“…The nation which disdains the mission of art invites the fate of Robert Frost’s hired man, the fate of having ‘nothing to look backward to with pride, and nothing to look forward to with hope.”
–President John F. Kennedy, Amherst College, October 26, 1963
Legislative committee meetings are often places where the real people speak. Their voices often are lost or drowned out in the often partisan or narrow agenda-drive floor debates. That’s why the Missourinet staff tries to cover dozens of committee hearings each year, especially early in the legislative session when bills are molded to at least some degree by committees and the voice of the citizen sometimes is raised.
Appropriations, or budget, committees–the House and Senate differ on what to call them–are holding a lot of hearings now. It’s time for agencies, organizations, and individuals to make a case for their share of the state’s estimated $24 billion spending plan. The governor will announce Monday night his recommendations for cutting the fiscal pie. The legislature will spend the next three months writing its version.
Arts organizations appearing before the Senate Appropriations Committee this week told committee members the legislature and the Nixon administration have put them on a starvation diet and have reduced the Missouri Arts Council to skin and bones, and not much skin at that. Arts Council chairman Nola Ruth pleaded with the committee for three million dollars “so that we can survive.”
Here’s a key thing that Missouri’s tight-fisted taxpayers might want to remember about funding for MAC and its related organizations. Out-of-staters pay the taxes that are supposed to support the council’s work. The next time Albert Pujols of the California Angels and the other millionaire athletes of whatever sports play games in Missouri or the next time a big time popular singer comes to Missouri to perform, the part of their salary that they earn while performing in Missouri stays in Missouri. It’s the Athletes and Entertainers Income tax and 60% of it is supposed to go into the Missouri Cultural Trust Fund under a law passed twenty years ago. That money is then split up among library networking, public broadcasting, historic preservation, the state humanities council, and MAC.
But backers of the arts programs those millions of dollars are supposed to fund say some sleight of hand is taking that money away from them.

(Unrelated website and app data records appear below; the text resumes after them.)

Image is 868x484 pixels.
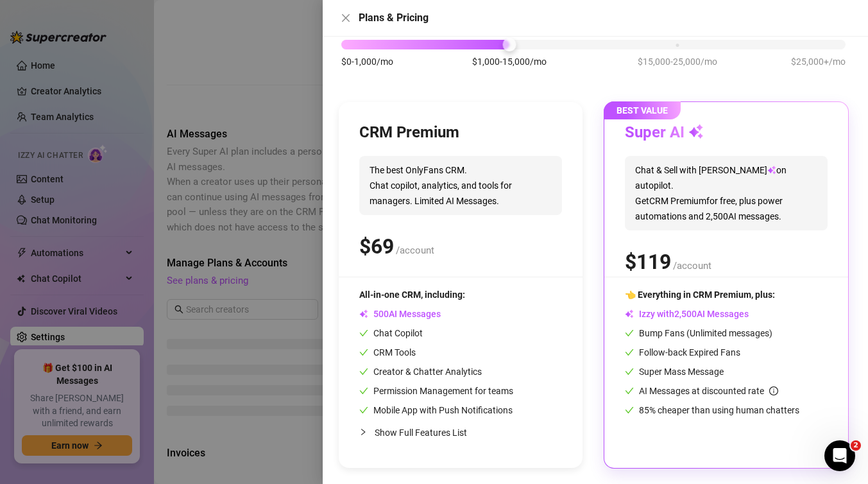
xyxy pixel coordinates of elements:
[360,406,369,415] span: check
[604,101,681,119] span: BEST VALUE
[396,244,434,256] span: /account
[472,55,546,68] span: $1,000-15,000/mo
[360,347,416,357] span: CRM Tools
[360,405,513,416] span: Mobile App with Push Notifications
[360,428,367,435] span: collapsed
[360,417,562,447] div: Show Full Features List
[360,366,482,377] span: Creator & Chatter Analytics
[360,367,369,376] span: check
[342,55,393,68] span: $0-1,000/mo
[625,308,749,319] span: Izzy with AI Messages
[338,10,353,25] button: Close
[625,328,634,337] span: check
[625,289,775,299] span: 👈 Everything in CRM Premium, plus:
[360,328,423,338] span: Chat Copilot
[851,440,861,451] span: 2
[625,406,634,415] span: check
[360,289,465,299] span: All-in-one CRM, including:
[360,386,513,396] span: Permission Management for teams
[625,156,827,231] span: Chat & Sell with [PERSON_NAME] on autopilot. Get CRM Premium for free, plus power automations and...
[625,387,634,395] span: check
[625,250,672,274] span: $
[638,55,717,68] span: $15,000-25,000/mo
[360,234,394,259] span: $
[639,386,778,396] span: AI Messages at discounted rate
[359,10,853,25] div: Plans & Pricing
[360,328,369,337] span: check
[375,427,467,437] span: Show Full Features List
[825,440,855,470] iframe: Intercom live chat
[625,405,799,416] span: 85% cheaper than using human chatters
[625,328,772,338] span: Bump Fans (Unlimited messages)
[625,366,724,377] span: Super Mass Message
[625,348,634,357] span: check
[791,55,845,68] span: $25,000+/mo
[360,123,460,143] h3: CRM Premium
[625,123,704,143] h3: Super AI
[625,367,634,376] span: check
[360,348,369,357] span: check
[341,13,351,23] span: close
[625,347,740,357] span: Follow-back Expired Fans
[360,156,562,215] span: The best OnlyFans CRM. Chat copilot, analytics, and tools for managers. Limited AI Messages.
[360,308,441,319] span: AI Messages
[769,387,778,395] span: info-circle
[673,260,711,271] span: /account
[360,387,369,395] span: check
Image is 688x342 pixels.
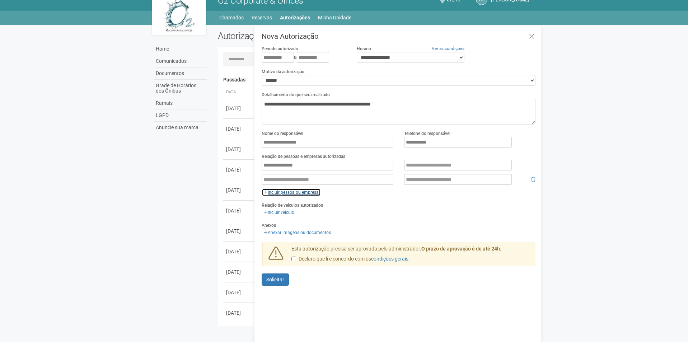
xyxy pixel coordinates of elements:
[252,13,272,23] a: Reservas
[531,177,535,182] i: Remover
[291,255,408,263] label: Declaro que li e concordo com os
[154,67,207,80] a: Documentos
[154,43,207,55] a: Home
[262,273,289,286] button: Solicitar
[226,105,253,112] div: [DATE]
[226,268,253,276] div: [DATE]
[154,55,207,67] a: Comunicados
[371,256,408,262] a: condições gerais
[432,46,464,51] a: Ver as condições
[291,257,296,261] input: Declaro que li e concordo com oscondições gerais
[218,31,371,41] h2: Autorizações
[226,187,253,194] div: [DATE]
[226,125,253,132] div: [DATE]
[223,86,255,98] th: Data
[226,207,253,214] div: [DATE]
[262,222,276,229] label: Anexos
[154,109,207,122] a: LGPD
[154,122,207,133] a: Anuncie sua marca
[226,289,253,296] div: [DATE]
[226,227,253,235] div: [DATE]
[226,248,253,255] div: [DATE]
[318,13,351,23] a: Minha Unidade
[280,13,310,23] a: Autorizações
[226,146,253,153] div: [DATE]
[262,69,304,75] label: Motivo da autorização
[262,52,346,63] div: a
[262,130,303,137] label: Nome do responsável
[226,166,253,173] div: [DATE]
[262,229,333,236] a: Anexar imagens ou documentos
[357,46,371,52] label: Horário
[262,92,330,98] label: Detalhamento do que será realizado
[262,46,298,52] label: Período autorizado
[262,202,323,208] label: Relação de veículos autorizados
[154,80,207,97] a: Grade de Horários dos Ônibus
[154,97,207,109] a: Ramais
[262,33,535,40] h3: Nova Autorização
[223,77,531,83] h4: Passadas
[262,208,296,216] a: Incluir veículo
[421,246,501,252] strong: O prazo de aprovação é de até 24h.
[226,309,253,316] div: [DATE]
[262,188,321,196] a: Incluir pessoa ou empresa
[286,245,536,266] div: Esta autorização precisa ser aprovada pelo administrador.
[404,130,450,137] label: Telefone do responsável
[219,13,244,23] a: Chamados
[266,277,284,282] span: Solicitar
[262,153,345,160] label: Relação de pessoas e empresas autorizadas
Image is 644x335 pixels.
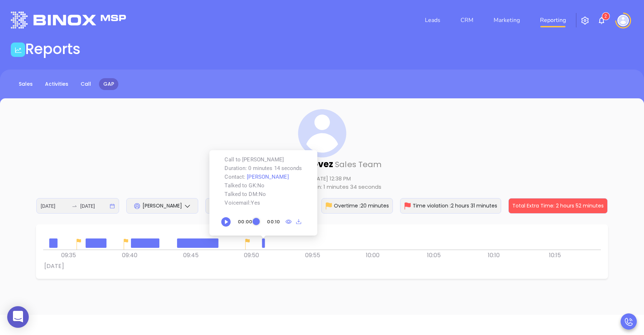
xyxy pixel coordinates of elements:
span: Sales Team [335,159,382,170]
a: Call [76,78,95,90]
div: Audio progress control [256,218,260,225]
span: Call to [PERSON_NAME] [224,155,302,164]
a: Reporting [537,13,569,27]
div: 09:55 [304,250,365,261]
img: user [618,15,629,26]
input: End date [80,202,108,210]
div: Time violation : 2 hours 31 minutes [400,198,501,214]
div: 10:05 [426,250,487,261]
div: 09:50 [243,250,304,261]
p: Karina Genovez [262,158,382,162]
div: Overtime : 20 minutes [321,198,393,214]
span: Talked to GK: No [224,181,302,190]
div: 00:10 [267,219,280,224]
span: swap-right [72,203,77,209]
div: 10:10 [487,250,548,261]
div: Total Extra Time: 2 hours 52 minutes [509,198,608,214]
a: Activities [41,78,73,90]
img: Overtime [325,202,332,210]
span: Talked to DM: No [224,190,302,199]
img: Marker [73,239,84,250]
img: TimeViolation [404,202,412,210]
img: iconNotification [598,16,606,25]
sup: 2 [602,13,610,20]
div: Audio player [229,211,285,232]
img: logo [11,12,126,28]
a: Marketing [491,13,523,27]
a: GAP [99,78,119,90]
div: [DATE] 09:05 AM - [DATE] 12:38 PM Average Call Duration: 1 minutes 34 seconds [263,174,382,191]
a: Sales [14,78,37,90]
a: Leads [422,13,444,27]
button: Play [219,215,233,229]
img: Marker [121,239,131,250]
img: Marker [242,239,253,250]
div: Goal: 100 Calls [206,198,257,214]
h1: Reports [25,40,81,58]
div: 10:15 [548,250,609,261]
input: Start date [41,202,69,210]
span: [PERSON_NAME] [247,174,289,180]
img: svg%3e [298,109,346,158]
span: 2 [604,14,607,19]
img: iconSetting [581,16,589,25]
div: 10:00 [365,250,426,261]
div: 09:45 [182,250,243,261]
div: [DATE] [44,262,64,271]
div: 09:40 [121,250,182,261]
div: 09:35 [60,250,121,261]
span: [PERSON_NAME] [143,202,182,209]
span: to [72,203,77,209]
span: Voicemail: Yes [224,199,302,207]
span: Contact: [224,173,302,181]
a: CRM [458,13,477,27]
span: Duration: 0 minutes 14 seconds [224,164,302,173]
div: 00:00 [238,219,252,224]
img: Marker [601,239,611,250]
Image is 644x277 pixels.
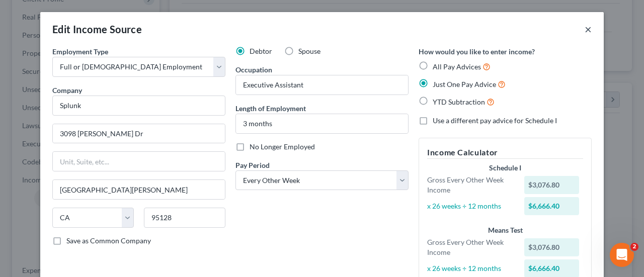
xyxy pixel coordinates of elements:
[419,46,535,57] label: How would you like to enter income?
[235,64,272,75] label: Occupation
[52,86,82,95] span: Company
[249,47,272,56] span: Debtor
[432,80,496,88] span: Just One Pay Advice
[53,124,225,143] input: Enter address...
[144,208,225,228] input: Enter zip...
[52,47,108,56] span: Employment Type
[524,176,579,194] div: $3,076.80
[524,239,579,257] div: $3,076.80
[235,103,306,114] label: Length of Employment
[524,197,579,215] div: $6,666.40
[52,22,142,36] div: Edit Income Source
[422,264,519,274] div: x 26 weeks ÷ 12 months
[236,75,408,95] input: --
[298,47,320,56] span: Spouse
[427,163,583,173] div: Schedule I
[422,201,519,211] div: x 26 weeks ÷ 12 months
[609,243,634,267] iframe: Intercom live chat
[236,114,408,134] input: ex: 2 years
[432,116,557,125] span: Use a different pay advice for Schedule I
[53,180,225,199] input: Enter city...
[422,237,519,258] div: Gross Every Other Week Income
[432,62,481,71] span: All Pay Advices
[66,236,151,245] span: Save as Common Company
[427,225,583,235] div: Means Test
[427,146,583,159] h5: Income Calculator
[52,96,225,116] input: Search company by name...
[422,175,519,195] div: Gross Every Other Week Income
[630,243,639,251] span: 2
[249,142,315,151] span: No Longer Employed
[235,161,270,169] span: Pay Period
[53,152,225,171] input: Unit, Suite, etc...
[585,23,591,35] button: ×
[432,98,485,106] span: YTD Subtraction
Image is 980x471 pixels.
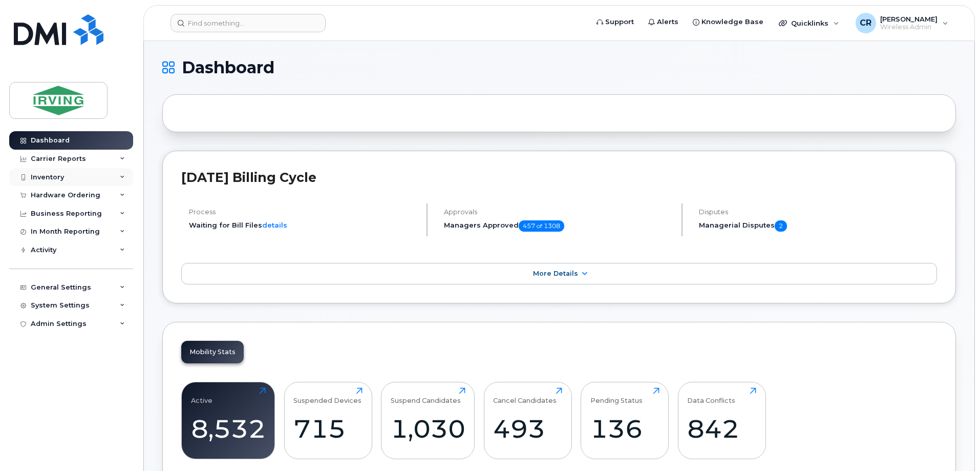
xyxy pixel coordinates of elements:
div: 493 [493,413,562,443]
div: Suspended Devices [293,387,361,404]
a: Suspend Candidates1,030 [391,387,465,453]
h4: Approvals [444,208,673,215]
a: Cancel Candidates493 [493,387,562,453]
span: 2 [774,220,786,232]
div: 842 [687,413,756,443]
a: Data Conflicts842 [687,387,756,453]
div: Suspend Candidates [391,387,460,404]
div: 1,030 [391,413,465,443]
a: Active8,532 [191,387,266,453]
div: Data Conflicts [687,387,735,404]
h2: [DATE] Billing Cycle [182,170,937,185]
h5: Managerial Disputes [699,220,937,232]
li: Waiting for Bill Files [189,220,417,230]
a: Pending Status136 [590,387,659,453]
a: details [262,220,287,229]
span: More Details [533,270,578,277]
div: Pending Status [590,387,643,404]
h5: Managers Approved [444,220,673,232]
div: Cancel Candidates [493,387,557,404]
h4: Process [189,208,417,215]
div: 715 [293,413,362,443]
h4: Disputes [699,208,937,215]
span: Dashboard [182,60,274,75]
div: Active [191,387,213,404]
a: Suspended Devices715 [293,387,362,453]
div: 136 [590,413,659,443]
span: 457 of 1308 [519,220,564,232]
div: 8,532 [191,413,266,443]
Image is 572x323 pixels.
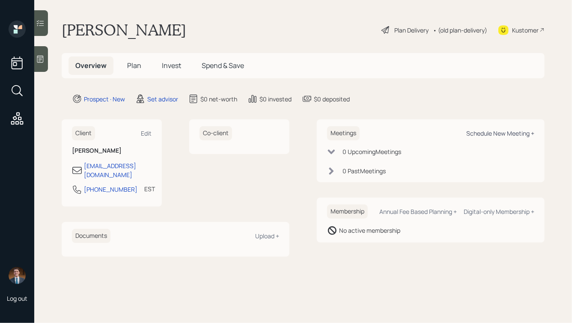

The President of Missouri Citizens for the Arts, Carol Gregg, notes MAC was “zeroed out” in the state budgets for FY 2011 and 2012. It got about one-fifth of what it should have gotten this fiscal year. Nola Ruth says MAC has had to use its reserves, mostly privately-raised, to continue its programs. Now, she says, there is so little left that the council can provide an average of only 15% of the costs of arts programs at the local level.
Even in its reduced circumstances the arts council supported 15,000 events that drew 8.2 million people last year. Ruth says the council continues to “make sure the citizens of the state of Missouri receive the benefits of the arts, which are massive.”
But here’s what has been happening to the money the law says must go into that trust fund–as Carol Gregg and some legislative budget-writers have explained it to us and to each other. The governor has in the past withheld money appropriated by the legislature to keep the state budget in balance (the state constitution forbids deficit spending) or to meet an emergency. But the governor does not need to return that money to its source when he decides the state can afford to spend it. The best example is the $172 million he withheld from various state programs and used for disaster relief after the Joplin tornado of 2011. State auditor Tom Schweich filed a lawsuit in October, 2011 challenging the constitutionality of the governor’s actions. We’ve been told that case is headed to oral arguments before the Supreme Court in March.
Arts advocates say that’s what has happened to the money that state law specifically says should go to them. And the legislators we have talked to agree but they say this is not the hill they want to die on in their fights with the governor; there are more important fights to pick.
Some would argue that the arts are not essential at a time when our state has failed to meet its promises for funding public schools by about $450 million, when other programs critical to thousands of Missourians have curtailed services to the state’s citizens, when roads continue to deteriorate and state colleges and universities keep jacking up tuitions because the state no longer adequately supports its higher education system. What good is a concert, an art exhibit, a quilt show, a storytelling festival at times like this?
Fifty years ago this year, less than a month before he was murdered in Dallas, President Kennedy went to Amherst College to speak in honor of the great poet Robert Frost, who had died earlier that year. He answered the question that day.
“I look forward to a great future for America, a future in which our country will match its military strength with our moral restraint, its wealth with our wisdom, its power with our purpose. I look forward to an America which will not be afraid of grace and beauty, which will protect the beauty of our natural environment, which will preserve the great old American houses and squares and parks of our national past, and which will build handsome and balanced cities for our future. I look forward to an America which will reward achievement in the arts as we reward achievement in business or statecraft. I look forward to an America which will steadily raise the standards of artistic accomplishment and which will steadily enlarge cultural opportunities for all of our citizens. And I look forward to an America which commands respect throughout the world not only for its strength but for its civilization as well. And I look forward to a world which will be safe not only for democracy and diversity but also for personal distinction.”
And that’s what’s behind people such as Nola Ruth and Carol Gregg telling the members of the Senate Appropriations Committee this week that, surely, the state can find three million dollars in a $24 Billion budget for the arts in Missouri.